Why You Should Attend a First-Year Physics Class

BY BILL BERGMANA group of ten people's hands joined together against a gray wood floor background

Recently, I participated in an experiment that had several first-year seminar (FYS) instructors attend each other’s classes. It was an effort to see if we could improve our teaching techniques by observing colleagues. My first visit was to a FYS class in physics.

Surprisingly, this ninety-minute first-year science class not only taught me more effective pedagogy, but it also opened my eyes to the challenges facing higher education.

Even though I had been teaching marketing at the university for more than fifteen years, I had never set foot in the science building that was less than a ten-minute walk from the business school. When I eventually found the physics lab where the class was being held, the instructor sat me next to a couple of first-year students who were working on velocity-transformation equations. The instructor asked me to help them solve the equations.

Within seconds, the realities of academic isolation hit me smack in the face. While I had been spending a decade and a half trying to better understand the evolution of marketing and its effect on modern-day consumers, I lacked the skills necessary to compete with eighteen-year-olds who were easily solving space-and-time equations. It was refreshing to tackle a physics problem that had a right and wrong answer. This was very different from my world where experience and judgement were necessary to comprehend the nuanced issues that surround brand-positioning problems and consumer behavior.

Higher education encourages students to take courses in multiple subject areas, but it discourages professors from venturing too far beyond their areas of specialization. Professors are rewarded with tenure and prestigious academic chairs when they research and publish in journals that reach like-minded readers who share a passion for their disciplines. They rarely get attention or added compensation for collaborating with colleagues from other disciplines.

When academics are forced to work together on issues related to the university, it is obvious that they are not especially skilled at solving problems collectively. They become territorial. Corporate America would consider the university workforce of professors a classic example of company silos—where employees start pursuing departmental goals instead of company goals.

Universities are challenging places to manage. So, it’s likely that improving communications between departmental silos is a low priority. But the solution may be easier than the usual process that involves creating new committees that have endless meetings in which little gets accomplished.

If my experience in the physics lab was any example, territorial protection becomes less relevant when faculty members see colleagues facing similar challenges with teaching students. Even though we have expertise in entirely different subjects, we share a common vocation in helping students learn.

It is hard to believe how much I learned in a short, ninety-minute FYS physics class. I discovered how a ten-meter-long pole fits inside of an eight-meter-long- barn, how “time dilation” makes me a fraction of a second younger in a ninety-mile drive from Richmond to Washington, DC, and what might happen when spinning black holes collide in space. Most importantly, I learned that when higher education faculty observe each other in the classroom, silo walls created by budget needs, faculty teaching lines, and curriculum requirements disappear.

Bill Bergman is a Robins Teaching Fellow and instructor of marketing at the University of Richmond Robins School of Business. He serves as chair of the faculty senate First-Year Seminar Committee.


→ **YOUR ASSIGNMENT**
Go line by line through the entries below and copy those containing the string "Image".
─── SOURCE DATA
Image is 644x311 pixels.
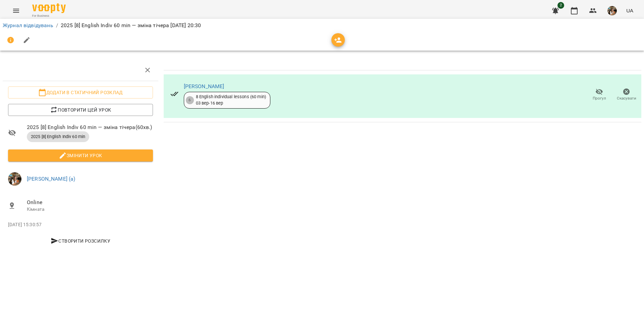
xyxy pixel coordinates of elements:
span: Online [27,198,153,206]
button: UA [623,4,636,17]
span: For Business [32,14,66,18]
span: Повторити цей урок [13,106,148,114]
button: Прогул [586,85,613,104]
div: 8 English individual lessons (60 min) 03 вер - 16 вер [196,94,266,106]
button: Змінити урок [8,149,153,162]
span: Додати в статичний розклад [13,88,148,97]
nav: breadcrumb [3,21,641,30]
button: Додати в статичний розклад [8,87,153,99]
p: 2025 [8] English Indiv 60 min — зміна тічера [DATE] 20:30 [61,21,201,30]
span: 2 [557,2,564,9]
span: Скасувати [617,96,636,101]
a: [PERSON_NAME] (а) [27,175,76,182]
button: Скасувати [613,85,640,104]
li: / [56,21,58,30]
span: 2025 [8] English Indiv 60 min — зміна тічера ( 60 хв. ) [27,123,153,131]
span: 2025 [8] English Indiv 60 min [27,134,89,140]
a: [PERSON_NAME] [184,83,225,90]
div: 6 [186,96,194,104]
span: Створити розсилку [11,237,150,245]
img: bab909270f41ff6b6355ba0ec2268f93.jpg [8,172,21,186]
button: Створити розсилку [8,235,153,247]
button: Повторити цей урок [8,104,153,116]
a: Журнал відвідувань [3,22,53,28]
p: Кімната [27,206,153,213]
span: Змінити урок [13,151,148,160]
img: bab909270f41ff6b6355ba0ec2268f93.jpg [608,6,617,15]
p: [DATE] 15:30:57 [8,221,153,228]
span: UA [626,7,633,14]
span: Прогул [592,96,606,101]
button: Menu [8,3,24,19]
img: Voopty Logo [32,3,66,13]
──────
─── SOURCE DATA
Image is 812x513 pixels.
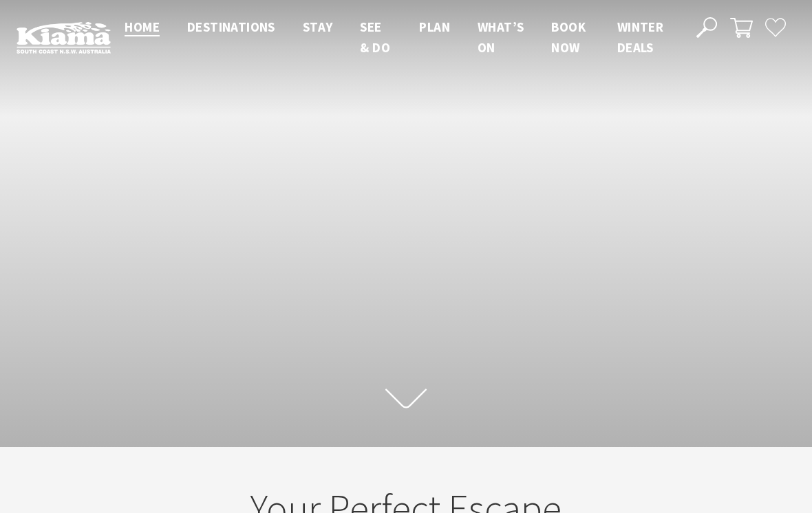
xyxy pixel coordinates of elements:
──────
→ **RESPONSE BOX**
Image is 644x311 pixels.
Image is 812x513 pixels.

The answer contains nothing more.